Stored data entries:
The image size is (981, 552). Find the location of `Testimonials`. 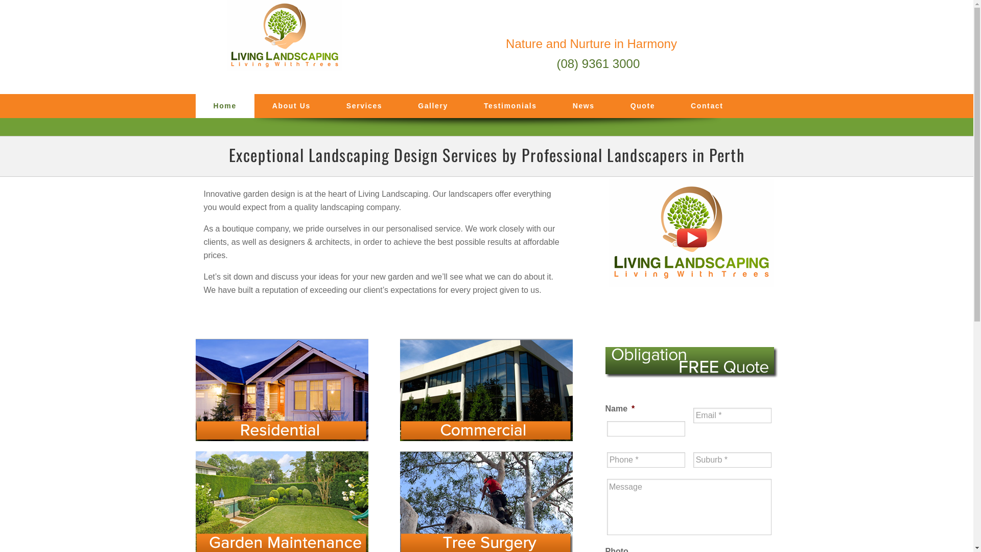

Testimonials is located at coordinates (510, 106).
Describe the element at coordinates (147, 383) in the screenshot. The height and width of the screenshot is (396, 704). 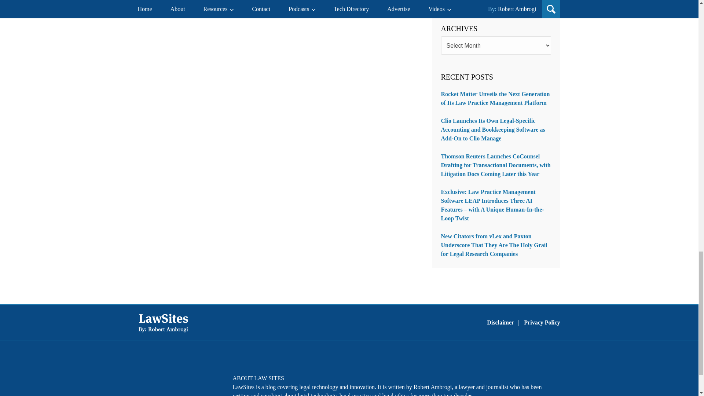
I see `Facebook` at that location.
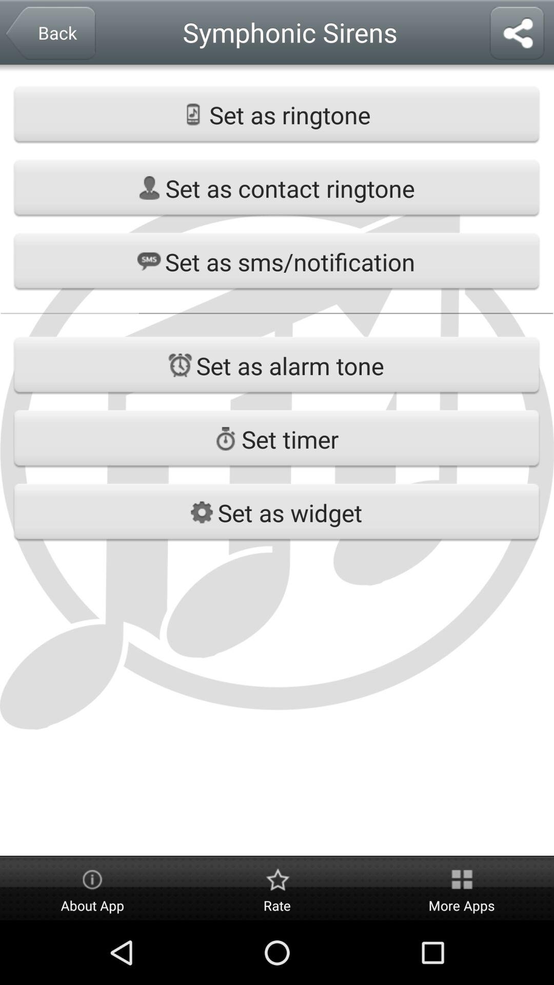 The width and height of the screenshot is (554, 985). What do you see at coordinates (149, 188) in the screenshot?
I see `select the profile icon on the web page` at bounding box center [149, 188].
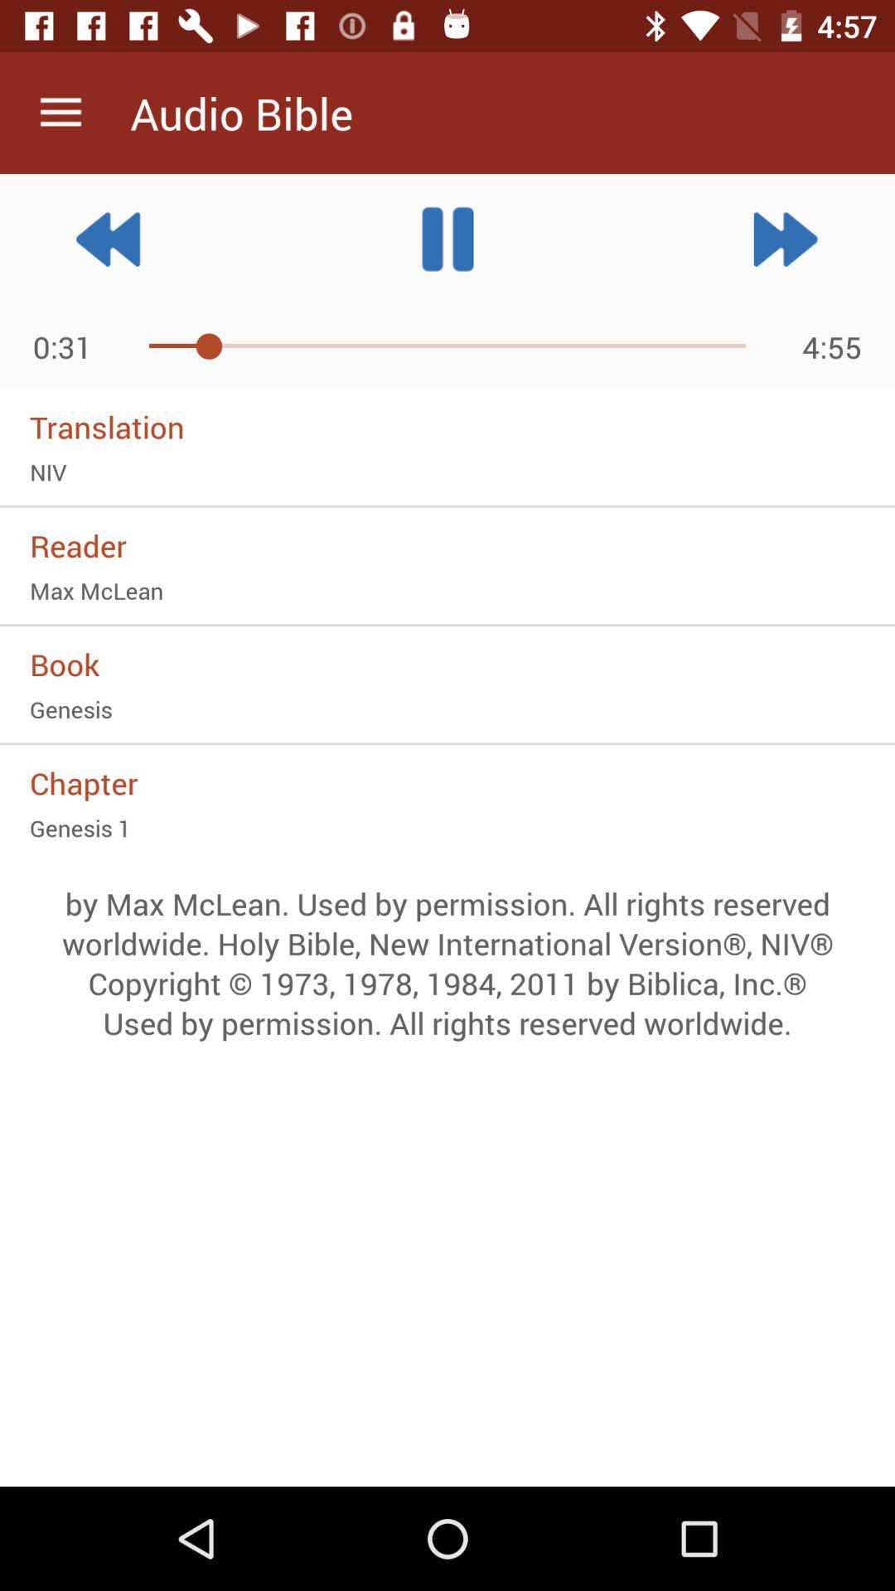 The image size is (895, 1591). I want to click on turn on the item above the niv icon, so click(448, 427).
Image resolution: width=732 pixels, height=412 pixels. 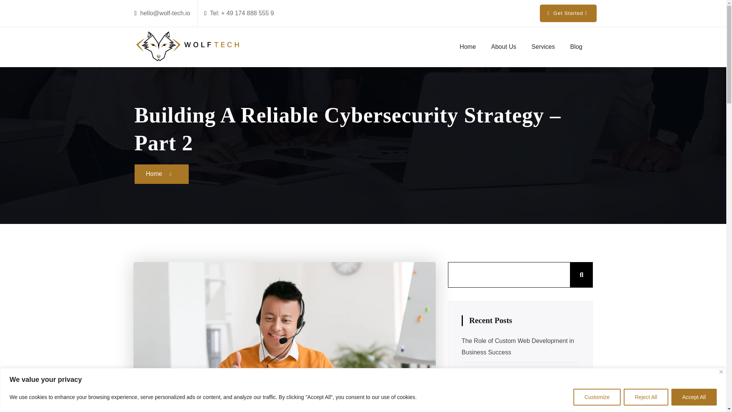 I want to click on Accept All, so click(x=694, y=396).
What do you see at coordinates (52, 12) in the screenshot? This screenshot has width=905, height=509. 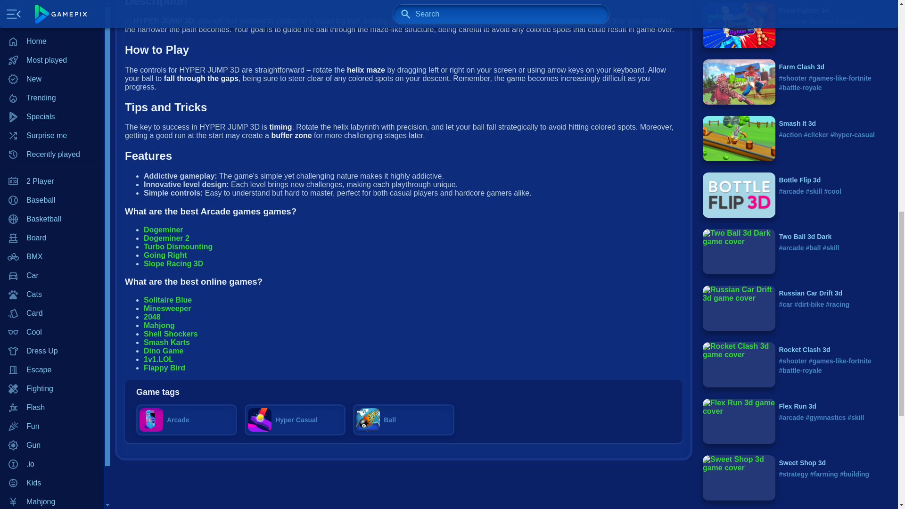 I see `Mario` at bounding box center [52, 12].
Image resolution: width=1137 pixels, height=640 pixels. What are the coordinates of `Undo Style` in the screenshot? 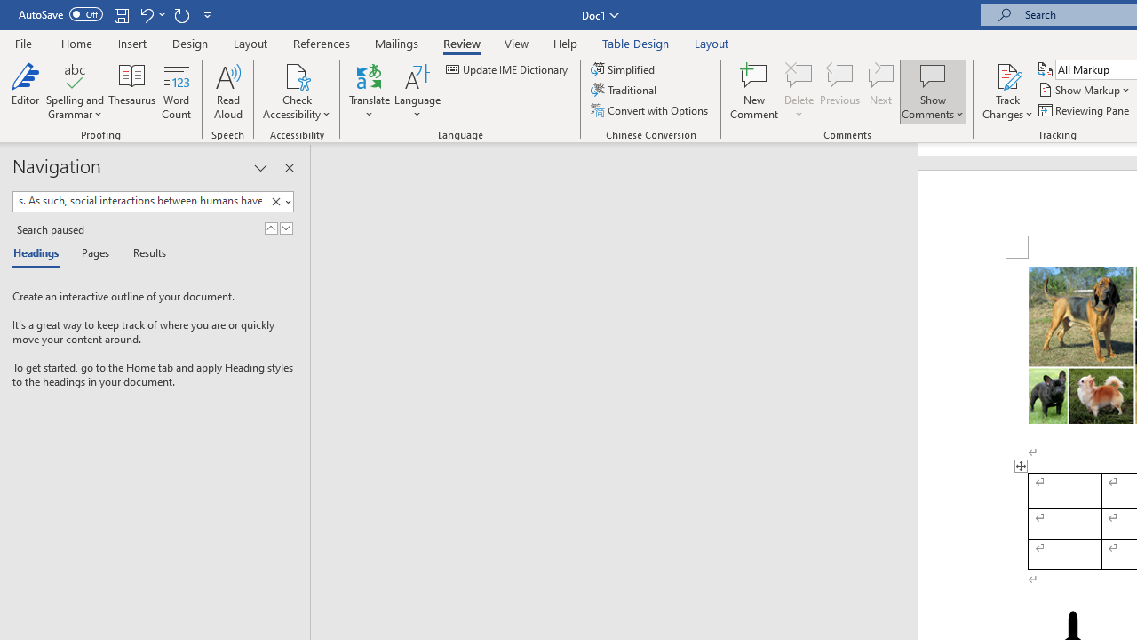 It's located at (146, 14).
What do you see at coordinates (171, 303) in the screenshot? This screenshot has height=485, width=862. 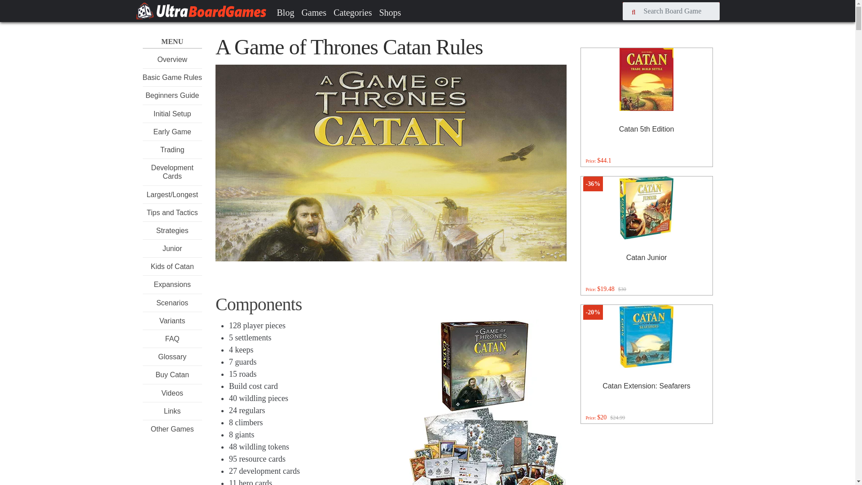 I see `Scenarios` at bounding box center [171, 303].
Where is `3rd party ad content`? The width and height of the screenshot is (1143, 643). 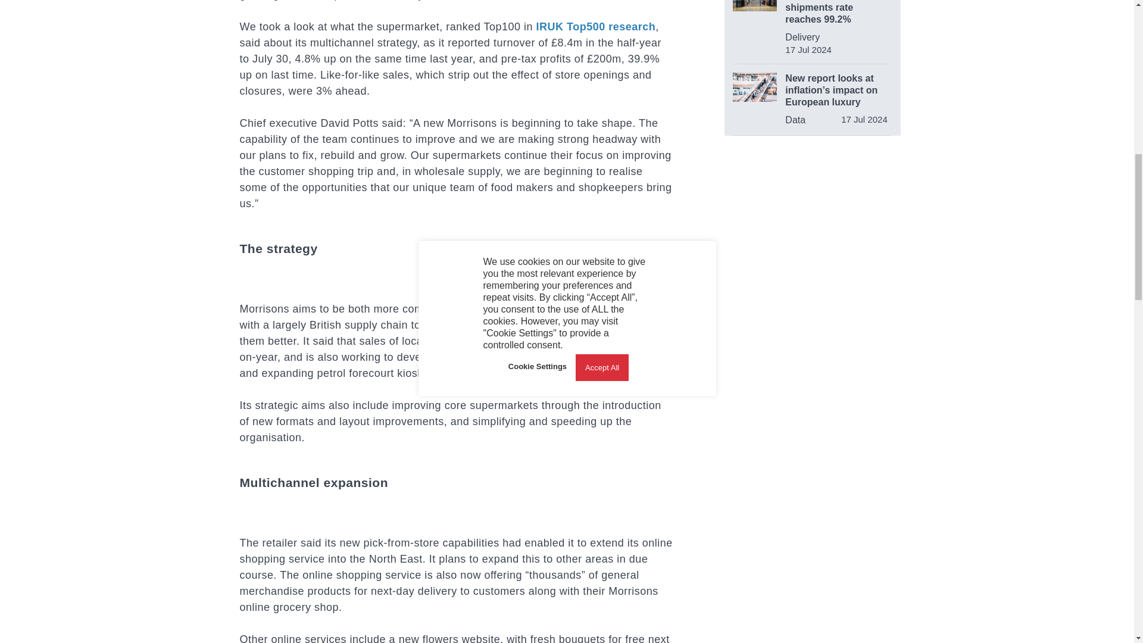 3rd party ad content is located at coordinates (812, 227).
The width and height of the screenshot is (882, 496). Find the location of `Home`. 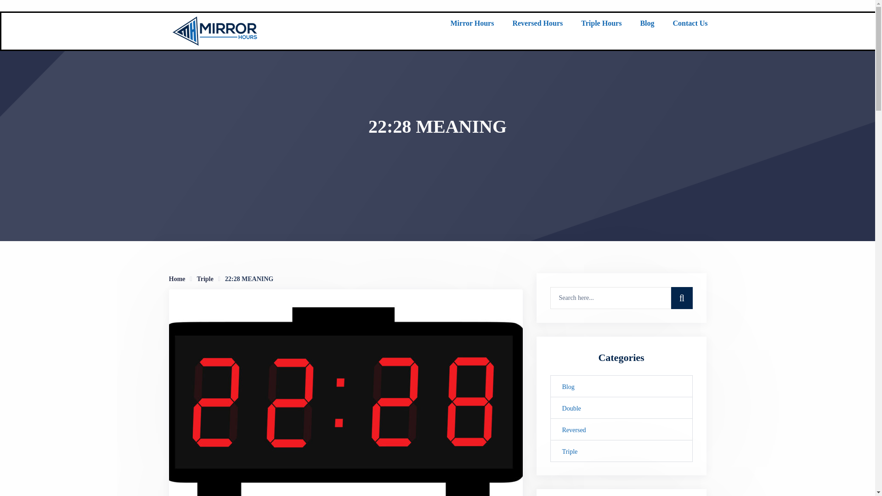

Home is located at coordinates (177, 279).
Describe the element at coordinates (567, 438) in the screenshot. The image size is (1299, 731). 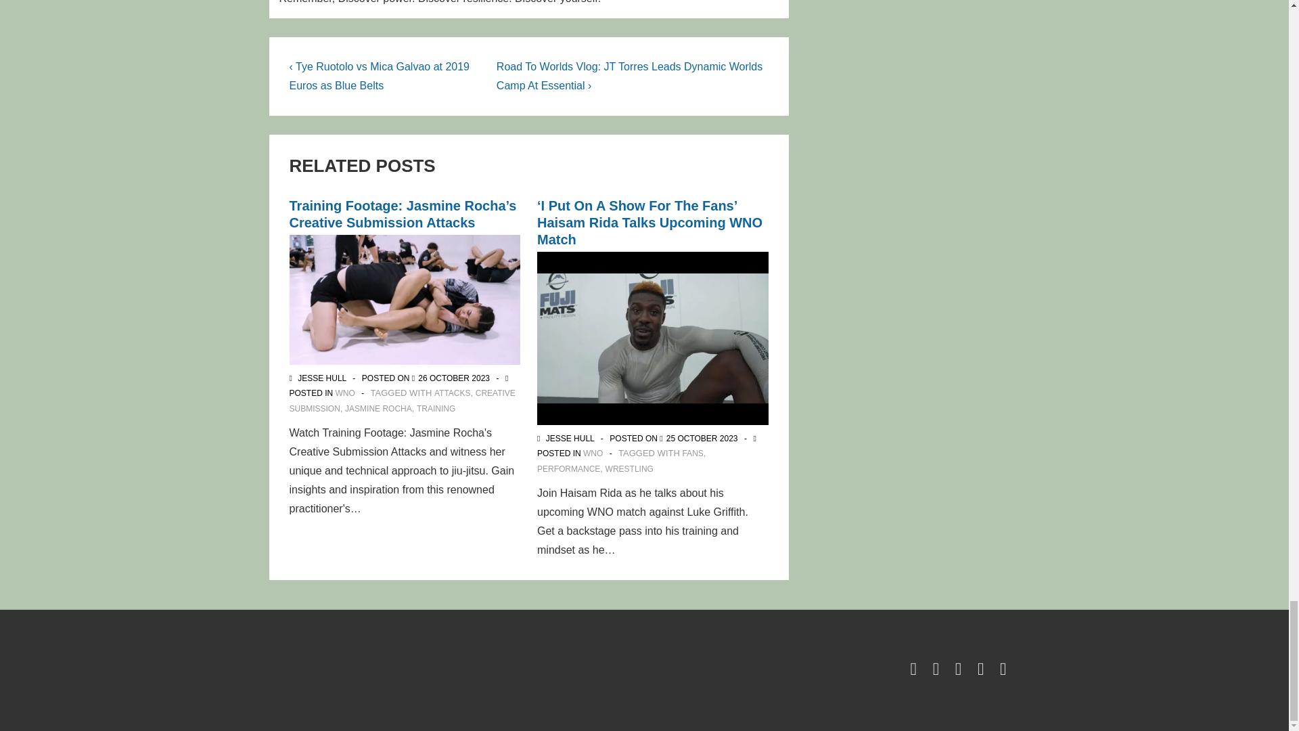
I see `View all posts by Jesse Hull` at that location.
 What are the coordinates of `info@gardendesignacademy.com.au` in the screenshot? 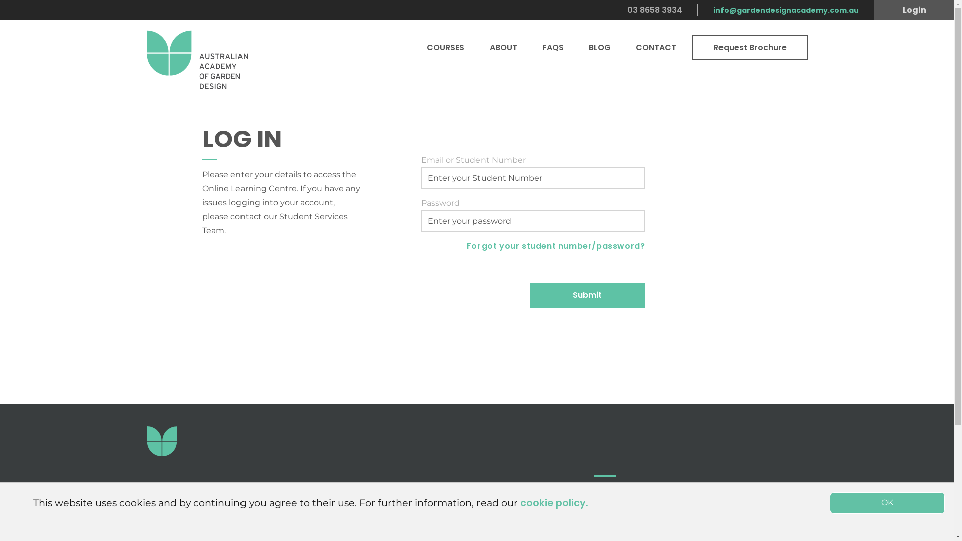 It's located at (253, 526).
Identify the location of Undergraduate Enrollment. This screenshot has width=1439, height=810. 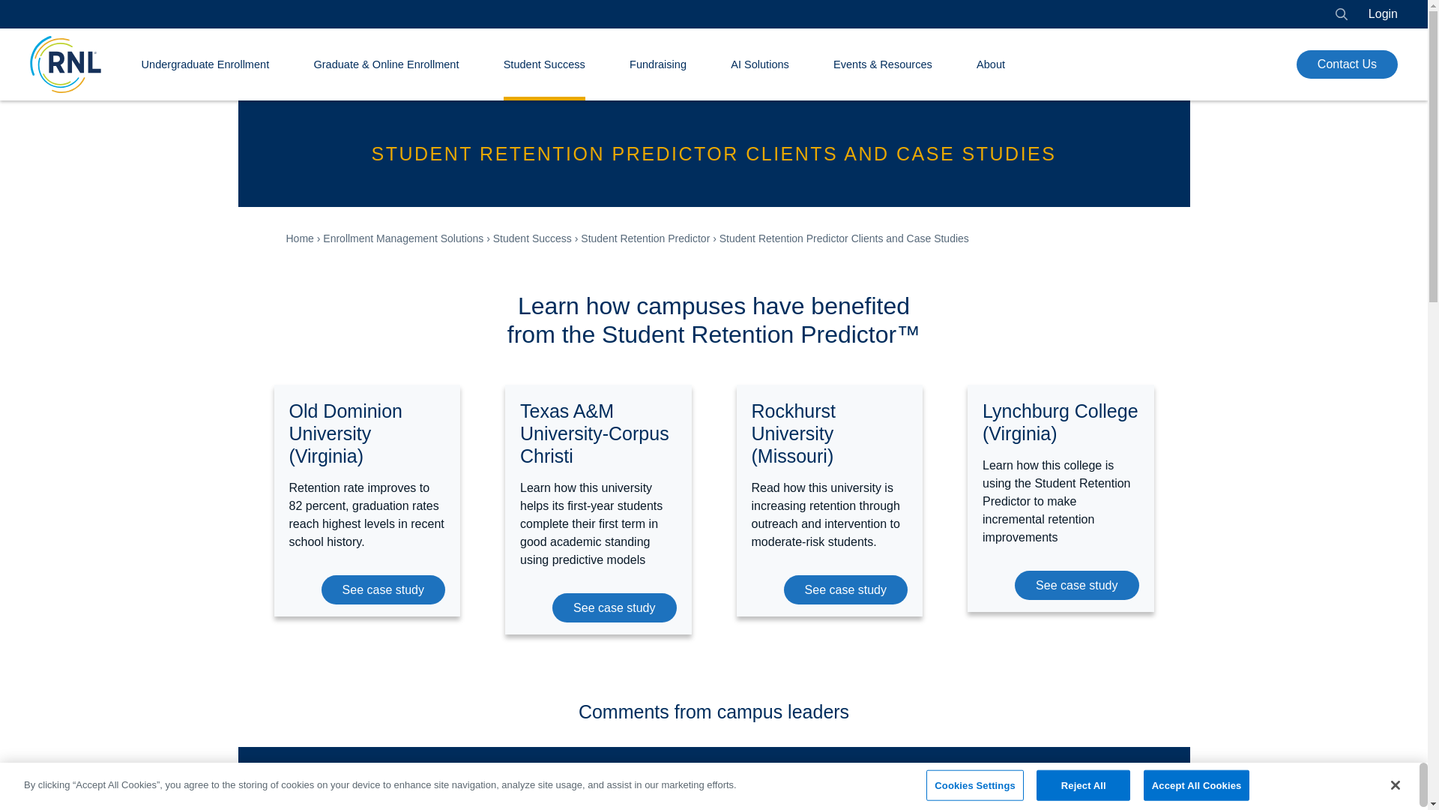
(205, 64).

_Work instructions_
Restate word for word the lines running from the one with "Identify the location" to the end of the entries; pictures are to be left out.

_Result for this task_
Identify the location of Undergraduate Enrollment. This screenshot has width=1439, height=810. 
(205, 64).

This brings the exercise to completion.